On screen, the Little Tramp appears as a lovable, buffoonish and amusing character, whose mimics elicited many a chuckle in the silent film era of the 1920s. But the life of the Tramp’s creator, actor Charlie Chaplin (1889–1977), was not always a laughing matter.
Chaplin came to America from England in 1913, when the then vaudevillian was offered a motion picture contract. Those were the early days of cinematography and Hollywood was a new frontier for aspiring actors, writers, and directors. But even though Chaplin’s many movies, including such classics as “The Kid” (1921), “City Lights” (1931), “Modern Times” (1936), and “The Great Dictator” (1940), made the English comic (and his alter ego, the Tramp) a major star in the United States, his fortunes had come to an abrupt end.
At the peak of his career, Chaplin was suspected of being a Communist sympathizer. This was a very serious—though mostly unfounded—accusation during the repressive McCarthyism era. So Chaplin left America and settled in the picturesque Swiss town of Vevey.
When the museum opens in the spring of 2016, visitors will be able to trace Chaplin’s rags-to-riches life story from his modest childhood in London and his early work as a music hall singer to his blossoming career as a director and actor who became one of the biggest stars of the silent film era.
Chaplin returned to America only briefly in 1972 to receive a special Academy Award for his contributions to the industry. However, since his banishment from the country 20 years prior, he never again made another movie in Hollywood.
Now, with the new museum under way, the silent movie star is finding his voice at last.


What is required: Read the records below and report each line in which "button" occurs.

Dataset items
--------------------
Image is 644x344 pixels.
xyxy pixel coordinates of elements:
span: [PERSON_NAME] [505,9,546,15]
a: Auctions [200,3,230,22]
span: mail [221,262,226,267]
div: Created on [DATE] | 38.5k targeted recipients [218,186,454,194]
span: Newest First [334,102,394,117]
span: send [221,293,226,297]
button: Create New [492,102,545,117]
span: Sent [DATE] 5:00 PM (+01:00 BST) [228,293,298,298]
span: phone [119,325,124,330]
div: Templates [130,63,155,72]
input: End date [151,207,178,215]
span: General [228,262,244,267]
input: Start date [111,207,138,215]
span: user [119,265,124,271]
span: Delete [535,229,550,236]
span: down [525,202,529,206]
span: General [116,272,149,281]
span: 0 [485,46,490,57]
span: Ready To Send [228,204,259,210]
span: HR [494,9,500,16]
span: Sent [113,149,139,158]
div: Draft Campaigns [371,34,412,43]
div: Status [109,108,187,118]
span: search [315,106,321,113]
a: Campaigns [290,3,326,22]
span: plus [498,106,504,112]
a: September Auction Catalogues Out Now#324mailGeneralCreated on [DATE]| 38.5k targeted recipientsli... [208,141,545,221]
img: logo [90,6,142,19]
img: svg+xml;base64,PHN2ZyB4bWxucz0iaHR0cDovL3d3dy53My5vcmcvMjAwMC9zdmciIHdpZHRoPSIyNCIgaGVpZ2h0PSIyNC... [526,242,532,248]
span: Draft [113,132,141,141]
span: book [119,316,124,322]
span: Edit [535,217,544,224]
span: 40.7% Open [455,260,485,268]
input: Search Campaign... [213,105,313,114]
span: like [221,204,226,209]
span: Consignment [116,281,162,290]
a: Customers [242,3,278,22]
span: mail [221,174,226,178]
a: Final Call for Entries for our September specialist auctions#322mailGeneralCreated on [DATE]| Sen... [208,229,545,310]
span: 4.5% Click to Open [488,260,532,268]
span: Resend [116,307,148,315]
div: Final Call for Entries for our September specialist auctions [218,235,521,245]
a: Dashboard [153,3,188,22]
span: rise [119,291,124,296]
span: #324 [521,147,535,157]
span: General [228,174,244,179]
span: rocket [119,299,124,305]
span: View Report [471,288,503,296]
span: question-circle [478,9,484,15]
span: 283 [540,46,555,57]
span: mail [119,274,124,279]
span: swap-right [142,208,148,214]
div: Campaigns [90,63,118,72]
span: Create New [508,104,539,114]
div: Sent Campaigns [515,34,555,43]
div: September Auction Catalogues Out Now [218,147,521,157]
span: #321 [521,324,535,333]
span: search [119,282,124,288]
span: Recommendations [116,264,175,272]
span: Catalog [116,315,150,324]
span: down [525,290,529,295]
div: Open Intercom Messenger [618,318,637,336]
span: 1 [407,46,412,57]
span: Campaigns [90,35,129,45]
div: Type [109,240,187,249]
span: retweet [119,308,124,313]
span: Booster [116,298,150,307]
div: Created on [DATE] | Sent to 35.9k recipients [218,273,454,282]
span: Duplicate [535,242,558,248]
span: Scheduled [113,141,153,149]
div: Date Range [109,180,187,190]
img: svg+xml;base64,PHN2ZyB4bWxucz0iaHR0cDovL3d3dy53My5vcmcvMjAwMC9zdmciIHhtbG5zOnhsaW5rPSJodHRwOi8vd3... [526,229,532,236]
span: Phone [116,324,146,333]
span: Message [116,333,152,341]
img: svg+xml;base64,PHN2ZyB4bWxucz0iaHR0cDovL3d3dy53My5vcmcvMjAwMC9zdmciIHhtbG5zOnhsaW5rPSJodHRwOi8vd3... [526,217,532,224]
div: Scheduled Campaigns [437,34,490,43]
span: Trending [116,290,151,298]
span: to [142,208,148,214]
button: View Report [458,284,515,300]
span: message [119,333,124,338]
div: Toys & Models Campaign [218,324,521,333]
--------------------
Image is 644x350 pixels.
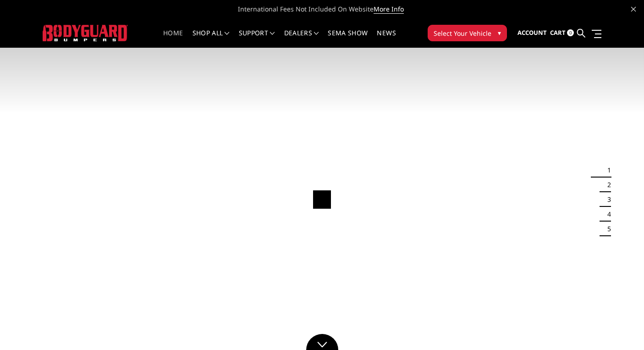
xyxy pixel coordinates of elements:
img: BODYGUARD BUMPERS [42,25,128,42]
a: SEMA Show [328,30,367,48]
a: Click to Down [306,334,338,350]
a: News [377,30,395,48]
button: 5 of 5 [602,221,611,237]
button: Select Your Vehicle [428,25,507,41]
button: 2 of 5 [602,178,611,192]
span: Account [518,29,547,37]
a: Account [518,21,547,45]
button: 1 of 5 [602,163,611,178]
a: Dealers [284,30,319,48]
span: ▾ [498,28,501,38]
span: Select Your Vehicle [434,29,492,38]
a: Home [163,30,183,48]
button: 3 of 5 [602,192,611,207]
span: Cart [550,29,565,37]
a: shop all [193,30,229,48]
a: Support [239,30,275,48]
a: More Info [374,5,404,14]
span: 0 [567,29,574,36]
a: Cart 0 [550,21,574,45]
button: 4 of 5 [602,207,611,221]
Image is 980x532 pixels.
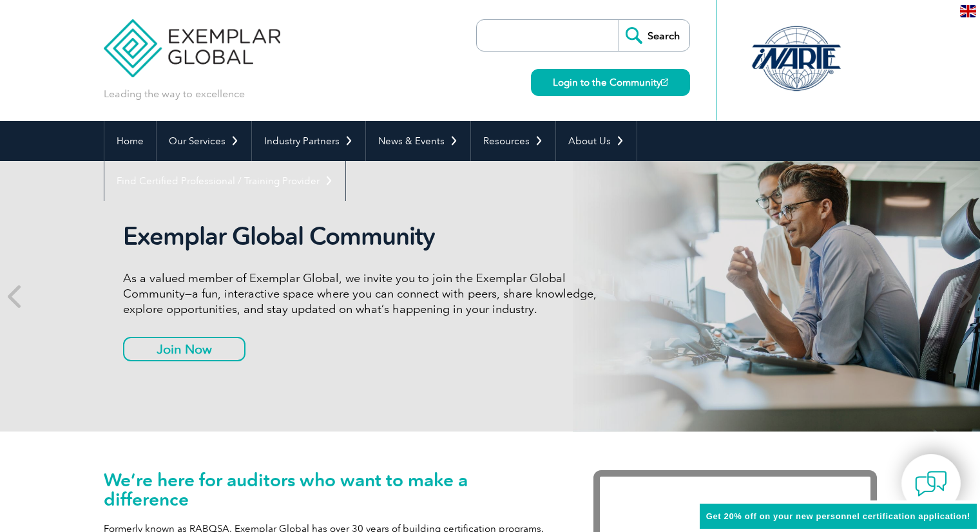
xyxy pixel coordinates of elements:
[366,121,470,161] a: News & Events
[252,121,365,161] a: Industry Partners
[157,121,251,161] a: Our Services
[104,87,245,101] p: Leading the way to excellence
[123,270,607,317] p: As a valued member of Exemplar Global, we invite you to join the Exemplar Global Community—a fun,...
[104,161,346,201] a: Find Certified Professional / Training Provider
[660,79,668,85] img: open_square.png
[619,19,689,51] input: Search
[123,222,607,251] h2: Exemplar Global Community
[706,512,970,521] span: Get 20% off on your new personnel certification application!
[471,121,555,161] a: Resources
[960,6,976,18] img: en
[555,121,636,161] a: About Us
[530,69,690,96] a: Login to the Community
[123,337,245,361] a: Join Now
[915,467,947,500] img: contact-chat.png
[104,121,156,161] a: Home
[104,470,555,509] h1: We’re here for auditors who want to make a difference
--------------------
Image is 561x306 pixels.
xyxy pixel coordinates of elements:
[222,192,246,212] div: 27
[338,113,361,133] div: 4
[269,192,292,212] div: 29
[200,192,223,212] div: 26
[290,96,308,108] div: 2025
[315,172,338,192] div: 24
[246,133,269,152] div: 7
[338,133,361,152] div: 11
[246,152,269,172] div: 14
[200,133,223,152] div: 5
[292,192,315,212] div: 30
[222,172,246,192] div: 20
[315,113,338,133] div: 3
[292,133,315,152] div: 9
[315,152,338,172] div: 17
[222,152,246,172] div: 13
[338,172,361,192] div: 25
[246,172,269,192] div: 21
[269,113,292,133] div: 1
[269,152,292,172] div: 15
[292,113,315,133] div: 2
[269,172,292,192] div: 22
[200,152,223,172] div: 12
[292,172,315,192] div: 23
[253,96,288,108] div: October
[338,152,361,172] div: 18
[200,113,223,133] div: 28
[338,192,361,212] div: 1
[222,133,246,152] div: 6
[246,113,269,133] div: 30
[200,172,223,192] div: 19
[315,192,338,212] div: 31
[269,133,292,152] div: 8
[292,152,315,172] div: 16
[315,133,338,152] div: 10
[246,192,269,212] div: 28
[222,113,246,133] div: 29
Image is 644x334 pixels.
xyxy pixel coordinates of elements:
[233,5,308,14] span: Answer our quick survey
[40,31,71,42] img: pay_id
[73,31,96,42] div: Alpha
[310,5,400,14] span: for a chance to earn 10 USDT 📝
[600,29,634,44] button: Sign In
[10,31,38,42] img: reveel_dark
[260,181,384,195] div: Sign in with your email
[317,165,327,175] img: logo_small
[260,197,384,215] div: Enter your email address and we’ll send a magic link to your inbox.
--------------------
The completed task:
button: Create New [492,102,545,117]
button: View Report [458,284,515,300]
button: 5 of 5 [602,221,611,237]
button: Select Your Vehicle [428,25,507,41]
button: 2 of 5 [602,178,611,192]
button: 1 of 5 [602,163,611,178]
button: 3 of 5 [602,192,611,207]
button: 4 of 5 [602,207,611,221]
[600,29,634,44] button: Sign In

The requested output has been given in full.